2024-10-15 • operations, team-management, culture

How to Run a 15-Minute Pre-Shift Huddle That Actually Works

By Harbor Hospitality Group Team

Most restaurants know they should do pre-shift meetings. But in reality, they're often boring, rushed, or skipped when you're slammed.

Here's the problem: without a pre-shift huddle, your team starts service misaligned. Servers don't know about 86'd items, specials get described inconsistently, and everyone's just... winging it.

The 15-Minute Framework

A great pre-shift huddle has exactly five components, in this order:

1. Win of the Day (2 minutes)

Start with something positive. Share a great guest review, celebrate a team member's win, or highlight yesterday's sales. This sets the tone and reminds everyone why we're here.

Example: "Before we dive in—huge shout-out to Maria. A guest emailed yesterday saying her recommendations made their anniversary perfect.
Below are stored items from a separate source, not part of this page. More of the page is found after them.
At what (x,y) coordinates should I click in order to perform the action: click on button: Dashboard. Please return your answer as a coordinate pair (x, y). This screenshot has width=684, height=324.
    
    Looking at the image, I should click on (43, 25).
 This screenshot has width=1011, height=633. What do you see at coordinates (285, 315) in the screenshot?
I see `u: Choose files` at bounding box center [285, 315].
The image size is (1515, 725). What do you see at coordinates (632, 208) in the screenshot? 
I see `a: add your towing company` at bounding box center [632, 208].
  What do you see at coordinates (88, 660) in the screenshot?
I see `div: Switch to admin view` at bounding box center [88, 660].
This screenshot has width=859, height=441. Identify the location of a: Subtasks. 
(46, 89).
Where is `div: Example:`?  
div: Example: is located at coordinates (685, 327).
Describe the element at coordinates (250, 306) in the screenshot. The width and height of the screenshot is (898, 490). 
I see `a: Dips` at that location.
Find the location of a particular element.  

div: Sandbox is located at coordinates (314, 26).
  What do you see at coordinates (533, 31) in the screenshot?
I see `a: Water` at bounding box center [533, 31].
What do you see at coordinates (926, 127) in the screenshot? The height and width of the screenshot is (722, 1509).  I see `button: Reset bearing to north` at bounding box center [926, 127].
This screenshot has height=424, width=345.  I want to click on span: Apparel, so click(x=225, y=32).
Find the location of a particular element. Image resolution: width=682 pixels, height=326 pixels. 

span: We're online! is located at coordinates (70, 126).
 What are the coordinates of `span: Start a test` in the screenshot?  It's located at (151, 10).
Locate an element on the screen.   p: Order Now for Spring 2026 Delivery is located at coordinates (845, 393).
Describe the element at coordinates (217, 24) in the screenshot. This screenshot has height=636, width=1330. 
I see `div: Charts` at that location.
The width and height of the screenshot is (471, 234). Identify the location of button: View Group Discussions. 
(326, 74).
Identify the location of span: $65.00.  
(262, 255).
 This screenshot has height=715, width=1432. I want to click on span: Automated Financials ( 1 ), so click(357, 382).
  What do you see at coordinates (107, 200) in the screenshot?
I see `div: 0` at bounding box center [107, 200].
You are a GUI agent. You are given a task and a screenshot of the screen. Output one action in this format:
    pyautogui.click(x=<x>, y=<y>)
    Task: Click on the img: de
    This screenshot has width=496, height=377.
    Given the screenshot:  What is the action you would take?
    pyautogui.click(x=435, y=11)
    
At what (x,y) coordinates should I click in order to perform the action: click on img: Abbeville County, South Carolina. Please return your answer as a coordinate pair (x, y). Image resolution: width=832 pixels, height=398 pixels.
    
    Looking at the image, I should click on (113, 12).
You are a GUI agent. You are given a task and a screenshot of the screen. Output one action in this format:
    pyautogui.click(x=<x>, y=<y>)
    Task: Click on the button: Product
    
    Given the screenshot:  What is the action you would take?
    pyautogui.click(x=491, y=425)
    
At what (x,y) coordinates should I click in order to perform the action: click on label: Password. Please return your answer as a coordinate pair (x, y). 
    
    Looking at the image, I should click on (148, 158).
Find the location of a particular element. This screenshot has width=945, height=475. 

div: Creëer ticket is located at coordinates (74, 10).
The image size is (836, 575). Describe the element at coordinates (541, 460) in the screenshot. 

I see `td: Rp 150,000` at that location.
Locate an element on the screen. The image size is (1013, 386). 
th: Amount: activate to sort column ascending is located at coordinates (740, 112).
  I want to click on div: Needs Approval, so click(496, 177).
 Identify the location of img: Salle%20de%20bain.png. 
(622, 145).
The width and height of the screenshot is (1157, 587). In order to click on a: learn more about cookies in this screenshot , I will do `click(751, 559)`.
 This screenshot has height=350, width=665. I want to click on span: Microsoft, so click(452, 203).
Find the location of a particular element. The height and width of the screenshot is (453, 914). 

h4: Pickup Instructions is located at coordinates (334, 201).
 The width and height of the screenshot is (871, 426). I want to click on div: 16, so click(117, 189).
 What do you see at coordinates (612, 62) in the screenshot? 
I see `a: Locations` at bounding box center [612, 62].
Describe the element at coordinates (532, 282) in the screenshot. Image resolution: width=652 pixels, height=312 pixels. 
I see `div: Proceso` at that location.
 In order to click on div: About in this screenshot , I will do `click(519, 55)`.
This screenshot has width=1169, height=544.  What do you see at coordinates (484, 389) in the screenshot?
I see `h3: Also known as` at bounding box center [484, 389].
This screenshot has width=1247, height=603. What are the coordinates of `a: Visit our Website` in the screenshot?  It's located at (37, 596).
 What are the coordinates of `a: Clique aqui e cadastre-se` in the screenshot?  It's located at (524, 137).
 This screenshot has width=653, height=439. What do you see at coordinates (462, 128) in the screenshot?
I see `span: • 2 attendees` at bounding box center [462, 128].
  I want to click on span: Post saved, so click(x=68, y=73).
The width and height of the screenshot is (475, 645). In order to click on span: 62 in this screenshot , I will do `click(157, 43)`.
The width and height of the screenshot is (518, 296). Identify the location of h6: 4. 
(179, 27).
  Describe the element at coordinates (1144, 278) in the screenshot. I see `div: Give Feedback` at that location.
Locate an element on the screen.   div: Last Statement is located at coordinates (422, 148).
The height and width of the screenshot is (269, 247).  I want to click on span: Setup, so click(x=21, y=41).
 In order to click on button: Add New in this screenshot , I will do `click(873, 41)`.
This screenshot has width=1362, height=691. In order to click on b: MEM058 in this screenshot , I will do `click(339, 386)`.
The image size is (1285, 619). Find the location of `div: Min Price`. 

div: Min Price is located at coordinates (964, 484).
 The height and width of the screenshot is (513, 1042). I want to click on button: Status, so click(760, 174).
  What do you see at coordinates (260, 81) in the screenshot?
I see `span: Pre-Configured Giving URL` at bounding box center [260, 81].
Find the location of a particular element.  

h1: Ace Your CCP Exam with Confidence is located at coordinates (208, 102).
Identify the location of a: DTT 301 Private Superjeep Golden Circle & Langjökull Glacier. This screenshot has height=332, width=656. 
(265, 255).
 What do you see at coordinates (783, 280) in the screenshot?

Let's keep that energy going."

2. Today's Numbers (1 minute)

Quick snapshot: reservations, expected covers, private events, special requests.

Example: "We're at 75% booked for dinner. 6-top at 6:30 is celebrating a birthday. Two gluten-free guests at 7:00."

3. 86 List & Specials (3 minutes)

What's out, what's new, what's limited. Have the kitchen lead this. Taste the special if possible.

Example: "We're 86 halibut and duck. Special tonight is locally-foraged mushroom risotto—earthy, creamy, finished with truffle oil. Try it now."

4. Service Focus (2 minutes)

Pick ONE thing to focus on today. Not ten things. One.

Example: "Today's focus: prebussing. Let's not let dirty plates sit. If you see it, grab it. Help each other."

5. Questions & Breakout (2 minutes)

Open floor for quick questions, then break with energy.

Example: "Questions? No? Alright, hands in—let's have a great night. One, two, three... TEAM!"

Why It Works

Consistency beats perfection. The same structure every shift creates a rhythm. Your team knows what to expect.

15 minutes is doable. Any longer and you lose attention. Any shorter and you skip important stuff.

It builds culture. Starting with a win and ending with a team cheer creates connection. That connection shows up in how your team treats each other—and guests.

Common Mistakes

Going too long. Respect people's time. Stick to 15 minutes.
Manager monologues. It's a huddle, not a lecture. Keep it interactive.
Skipping it when busy. That's exactly when you need it most.
No structure. Winging it leads to rambling. Use the framework.

The Template

Print this and post it in your manager station:

PRE-SHIFT HUDDLE (15 MIN) 1. Win of the Day (2 min) 2. Today's Numbers (1 min) 3. 86 List & Specials (3 min) 4. Service Focus - ONE thing (2 min) 5. Questions & Breakout (2 min)

Make It Yours

This framework is a starting point. Adapt it to your restaurant. Maybe you add a quick safety reminder. Maybe you do a daily "guest spotlight" instead of win of the day.

The point is: have a structure, run it daily, and keep it tight.

Your team will show up more aligned. Service will be more consistent. And you'll actually enjoy pre-shift instead of dreading it.


Want our full pre-shift huddle toolkit? It includes fill-in-the-blank templates, sample scripts for new managers, and a training video. Book a discovery meeting and we'll send it over.

Want More Insights?

Get our best restaurant operations tips delivered to your inbox.